NY Times on Retail Bankruptcies

April 16th, 2008

I don’t know how many of you saw yesterday’s article in the Times (see Retailing Chains Caught in a Wave of Bankruptcies). Although the story is not new, there were some interesting nuggets in the article. Michael Barbaro explains:

The surging cost of necessities has led to a national belt-tightening among consumers. Figures released on Monday showed that spending on food and gasoline is crowding out other purchases, leaving people with less to spend on furniture, clothing and electronics. Consequently, chains specializing in those goods are proving vulnerable.

Retailing is a business with big ups and downs during the year, and retailers rely heavily on borrowed money to finance their purchases of merchandise and even to meet payrolls during slow periods. Yet the nation’s banks, struggling with the growing mortgage crisis, have started to balk at extending new loans, effectively cutting up the retail industry’s collective credit cards.

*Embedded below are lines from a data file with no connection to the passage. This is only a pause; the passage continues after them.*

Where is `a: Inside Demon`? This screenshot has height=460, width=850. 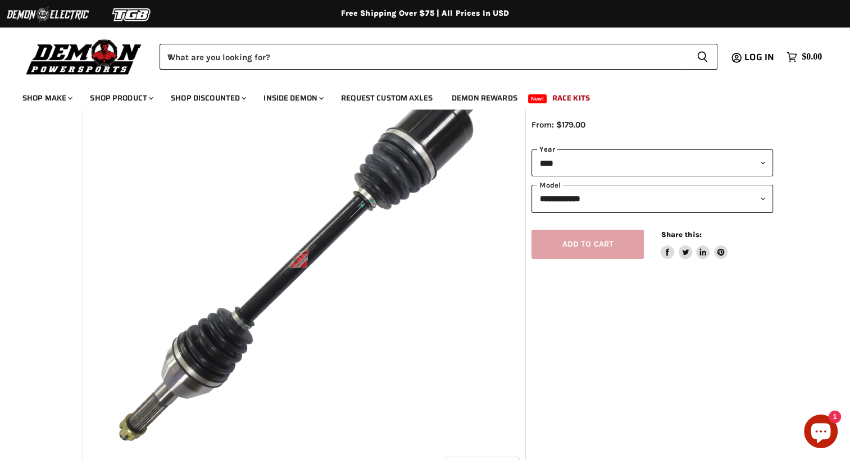 a: Inside Demon is located at coordinates (293, 98).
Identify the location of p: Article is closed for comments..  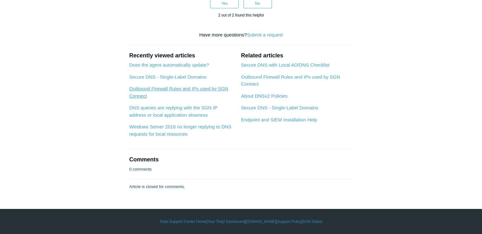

“You have the makings of a wave of significant bankruptcies,” said Al Koch, who helped bring Kmart out of bankruptcy in 2003 as the company’s interim chief financial officer and works at a corporate turnaround firm called AlixPartners.

“For years, no deal was too ugly to finance,” he said. “But now, nobody will throw money at these companies.”

This is consistent with what I’ve been saying for a long time now, that businesses are getting hit especially hard on both the supply side and demand side of the ledger at once. This makes for a very difficult environment.

But the retail story is just a warm up.

Moving forward, the real action will be in how these effects reverberate throughout our economy, and then spillover to the broader world economy. Outside of housing and financial firms (the epicenter of this crisis), the next obvious lurch downward, which we’ve already begun to see, is in durables (autos, appliances, etc.); retail; and travel. In essence the recession is now beginning to impact those businesses closest to the struggling consumer. From there, just follow the supply chain upstream to the manufacturers of intermediate goods and providers of intermediate services. And as it so happens, many of those providers of intermediate goods and services are foreign. 

And this is how a U.S. recession effectively turns into a worldwide recession.

In my opinion, the world is just too interconnected, and the U.S. such a large part of the world economy, for it not to happen.

Just one question: Have we hit the first intermission in this show yet?